Complements of comparison and excess
Complements of adverbs are almost exclusively of one type, namely grading. As with adjectives, many adverbial heads admit indirect complements, which depend, not on the adverb itself, but on the degree modifier.
more, less . . . than Bill speaks Spanish much more fluently than his sister.
It rains less often here than in some other countries.
-er . . . than Our coach left earlier than it should have done.
as . . . as I don’t translate as accurately as a professional.
so . . . as …to-infinitive He spoke so fast as to be unintelligible.
too . . . to-inf We reached the castle too late to go inside
not adv enough . . . to-inf We didn’t leave early enough to get there in time.

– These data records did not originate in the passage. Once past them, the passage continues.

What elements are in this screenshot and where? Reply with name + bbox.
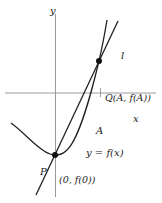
- function-diagram: y l Q(A, f(A)) x A y = f(x) P (0, f(0)): [0, 0, 162, 203]
- point-P-coords-label: (0, f(0)): [59, 174, 96, 185]
- curve-label: y = f(x): [85, 147, 124, 158]
- y-axis-label: y: [49, 5, 56, 16]
- x-axis-label: x: [133, 113, 139, 124]
- line-l: [36, 21, 118, 195]
- point-Q-label: Q(A, f(A)): [105, 92, 151, 103]
- curve-f: [11, 20, 107, 155]
- line-l-label: l: [121, 50, 124, 61]
- point-P: [52, 152, 58, 158]
- point-Q: [96, 58, 102, 64]
- A-label: A: [95, 125, 103, 136]
- point-P-label: P: [39, 166, 47, 177]
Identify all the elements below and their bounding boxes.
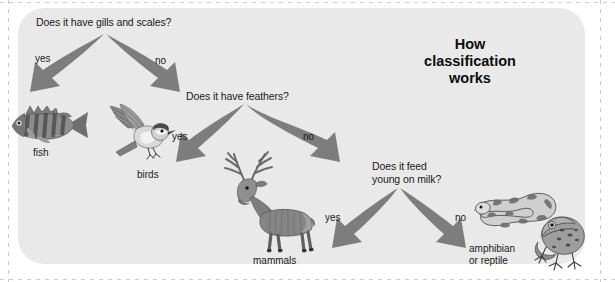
question-feed-young-on-milk: Does it feed young on milk?: [372, 160, 441, 185]
outcome-label-amphibian-or-reptile: amphibian or reptile: [469, 243, 515, 266]
stag-deer-illustration: [214, 150, 320, 254]
question-gills-and-scales: Does it have gills and scales?: [36, 16, 171, 29]
branch-label-q1-no: no: [155, 55, 166, 66]
classification-diagram-page: Does it have gills and scales? Does it h…: [0, 0, 615, 282]
outcome-label-mammals: mammals: [253, 255, 296, 267]
perch-fish-illustration: [2, 104, 88, 146]
arrow-q3-yes: [332, 188, 398, 248]
flying-bird-illustration: [108, 104, 178, 166]
snake-and-frog-illustration: [474, 186, 615, 282]
question-feathers: Does it have feathers?: [186, 90, 289, 103]
branch-label-q3-yes: yes: [325, 212, 341, 223]
outcome-label-birds: birds: [137, 169, 159, 181]
branch-label-q1-yes: yes: [35, 53, 51, 64]
branch-label-q3-no: no: [455, 212, 466, 223]
page-title: How classification works: [400, 36, 540, 87]
arrow-q1-no: [106, 34, 180, 92]
branch-label-q2-no: no: [303, 131, 314, 142]
outcome-label-fish: fish: [33, 147, 49, 159]
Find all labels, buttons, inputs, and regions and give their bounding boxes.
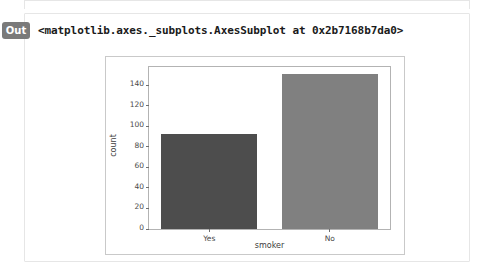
- input-cell-strip[interactable]: [24, 0, 470, 9]
- y-tick-mark: [146, 187, 149, 188]
- matplotlib-figure[interactable]: 020406080100120140 YesNo smoker count: [105, 56, 405, 255]
- y-tick-mark: [146, 126, 149, 127]
- bar-yes: [161, 134, 257, 229]
- x-axis-label: smoker: [148, 241, 391, 250]
- notebook-page: Out <matplotlib.axes._subplots.AxesSubpl…: [0, 0, 492, 274]
- y-tick-label: 20: [134, 202, 144, 211]
- y-tick-mark: [146, 105, 149, 106]
- output-repr-text: <matplotlib.axes._subplots.AxesSubplot a…: [38, 24, 403, 37]
- y-tick-label: 100: [130, 120, 144, 129]
- y-tick-label: 140: [130, 79, 144, 88]
- y-tick-mark: [146, 85, 149, 86]
- y-tick-label: 40: [134, 182, 144, 191]
- y-tick-label: 120: [130, 100, 144, 109]
- x-tick-mark: [329, 229, 330, 232]
- y-tick-mark: [146, 167, 149, 168]
- y-tick-mark: [146, 229, 149, 230]
- bar-no: [282, 74, 378, 229]
- y-tick-mark: [146, 208, 149, 209]
- chart-axes-area: 020406080100120140 YesNo: [148, 66, 391, 230]
- x-tick-mark: [209, 229, 210, 232]
- y-axis-label: count: [109, 134, 118, 157]
- y-tick-label: 60: [134, 161, 144, 170]
- y-tick-label: 0: [139, 223, 144, 232]
- y-tick-mark: [146, 146, 149, 147]
- out-prompt-badge: Out: [2, 22, 30, 39]
- y-tick-label: 80: [134, 141, 144, 150]
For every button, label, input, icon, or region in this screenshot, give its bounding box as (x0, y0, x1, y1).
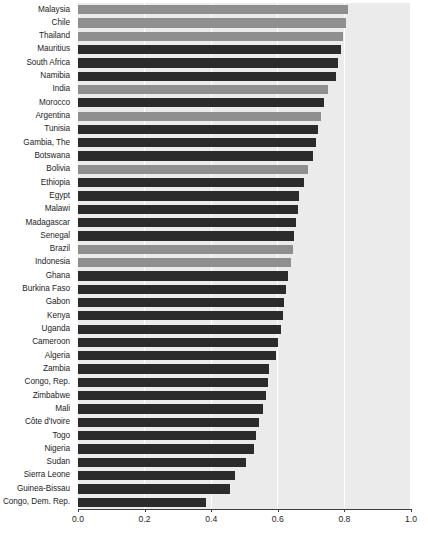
category-label: Sierra Leone (0, 469, 74, 482)
bar (78, 311, 283, 320)
bar (78, 404, 263, 413)
tick-mark (78, 509, 79, 512)
category-label: Argentina (0, 110, 74, 123)
bar-row (78, 389, 411, 402)
bar (78, 218, 296, 227)
category-label: Morocco (0, 96, 74, 109)
category-label: Senegal (0, 229, 74, 242)
bar (78, 458, 246, 467)
bar-row (78, 416, 411, 429)
category-label: South Africa (0, 56, 74, 69)
plot-area (78, 3, 411, 509)
bar (78, 351, 276, 360)
bar (78, 298, 284, 307)
bar-row (78, 402, 411, 415)
bar-row (78, 496, 411, 509)
category-label: Guinea-Bissau (0, 482, 74, 495)
tick-mark (411, 509, 412, 512)
bar-row (78, 123, 411, 136)
category-label: Chile (0, 16, 74, 29)
bar-row (78, 56, 411, 69)
bar (78, 338, 278, 347)
category-label: Ghana (0, 269, 74, 282)
bar (78, 471, 235, 480)
bar-row (78, 110, 411, 123)
bar (78, 444, 254, 453)
bar (78, 285, 286, 294)
bar (78, 364, 269, 373)
tick-mark (278, 509, 279, 512)
bar-row (78, 189, 411, 202)
bar (78, 191, 299, 200)
bar-row (78, 349, 411, 362)
category-label: Malaysia (0, 3, 74, 16)
category-label: Cameroon (0, 336, 74, 349)
bar (78, 418, 259, 427)
bar-row (78, 149, 411, 162)
category-label: Madagascar (0, 216, 74, 229)
category-label: Indonesia (0, 256, 74, 269)
bar (78, 391, 266, 400)
bar (78, 325, 281, 334)
bar-row (78, 163, 411, 176)
bar-row (78, 70, 411, 83)
bar (78, 18, 346, 27)
bar (78, 245, 293, 254)
bar-row (78, 96, 411, 109)
category-label: Zambia (0, 362, 74, 375)
x-axis-ticks: 0.00.20.40.60.81.0 (78, 509, 411, 529)
bar-row (78, 283, 411, 296)
x-tick-label: 1.0 (405, 514, 417, 524)
category-label: Kenya (0, 309, 74, 322)
category-label: Namibia (0, 70, 74, 83)
bar-row (78, 3, 411, 16)
category-label: India (0, 83, 74, 96)
category-label: Sudan (0, 456, 74, 469)
bar-row (78, 83, 411, 96)
bar-row (78, 243, 411, 256)
bar-row (78, 456, 411, 469)
category-label: Mauritius (0, 43, 74, 56)
bar (78, 165, 308, 174)
category-label: Tunisia (0, 123, 74, 136)
bar (78, 125, 318, 134)
bar-row (78, 176, 411, 189)
bar-row (78, 376, 411, 389)
category-label: Nigeria (0, 442, 74, 455)
category-label: Botswana (0, 149, 74, 162)
category-label: Congo, Dem. Rep. (0, 496, 74, 509)
bar-row (78, 469, 411, 482)
category-label: Egypt (0, 189, 74, 202)
bar (78, 378, 268, 387)
bar-row (78, 296, 411, 309)
bar-row (78, 429, 411, 442)
bar (78, 72, 336, 81)
x-tick-label: 0.6 (272, 514, 284, 524)
bars-container (78, 3, 411, 509)
caption-strip (0, 529, 428, 535)
bar (78, 231, 294, 240)
bar-row (78, 336, 411, 349)
bar-row (78, 136, 411, 149)
category-label: Uganda (0, 323, 74, 336)
category-label: Gambia, The (0, 136, 74, 149)
category-label: Congo, Rep. (0, 376, 74, 389)
category-label: Ethiopia (0, 176, 74, 189)
bar (78, 32, 343, 41)
bar-row (78, 229, 411, 242)
bar (78, 45, 341, 54)
category-label: Côte d'Ivoire (0, 416, 74, 429)
x-tick-label: 0.4 (205, 514, 217, 524)
category-label: Gabon (0, 296, 74, 309)
tick-mark (211, 509, 212, 512)
bar (78, 271, 288, 280)
bar (78, 484, 230, 493)
category-label: Brazil (0, 243, 74, 256)
category-label: Malawi (0, 203, 74, 216)
bar-row (78, 43, 411, 56)
bar-row (78, 16, 411, 29)
x-tick-label: 0.8 (338, 514, 350, 524)
category-label: Mali (0, 402, 74, 415)
bar (78, 151, 313, 160)
bar (78, 178, 304, 187)
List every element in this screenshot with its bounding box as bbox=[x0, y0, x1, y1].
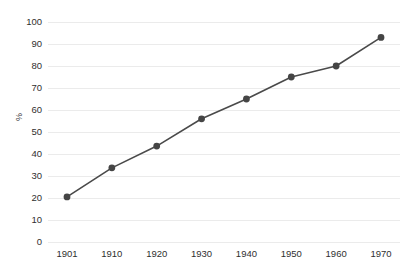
data-point bbox=[243, 96, 250, 103]
data-point bbox=[153, 143, 160, 150]
data-markers bbox=[64, 34, 385, 200]
data-point bbox=[198, 115, 205, 122]
line-chart: % 0102030405060708090100 190119101920193… bbox=[0, 0, 411, 273]
x-axis-tick-label: 1910 bbox=[89, 248, 135, 259]
x-axis-tick-label: 1920 bbox=[134, 248, 180, 259]
data-point bbox=[333, 63, 340, 70]
plot-area bbox=[0, 0, 411, 273]
x-axis-tick-label: 1930 bbox=[179, 248, 225, 259]
x-axis-tick-label: 1950 bbox=[268, 248, 314, 259]
data-point bbox=[288, 74, 295, 81]
data-point bbox=[108, 164, 115, 171]
data-point bbox=[378, 34, 385, 41]
gridlines bbox=[48, 23, 400, 243]
x-axis-tick-label: 1960 bbox=[313, 248, 359, 259]
x-axis-tick-label: 1901 bbox=[44, 248, 90, 259]
x-axis-tick-label: 1940 bbox=[223, 248, 269, 259]
data-line bbox=[67, 37, 381, 197]
data-point bbox=[64, 194, 71, 201]
x-axis-tick-label: 1970 bbox=[358, 248, 404, 259]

Such structures may be considered (as with AdjGs) as discontinuous complementation, though the two parts of the structure, before and after the head, differ in position and content. The modifiers more (-er) and less do not necessarily require the than- complement; on the other hand, complements introduced by than cannot be used without a previous modifier which controls this construction.
Adverbs modified quantitatively by so and that are also complemented in the same way as adjectives. The sequence of the clauses can be inverted, the second one then becoming an explanatory comment on the first:
He explained the problem so clearly (that) everybody understood. Everybody understood the problem, he explained it so clearly.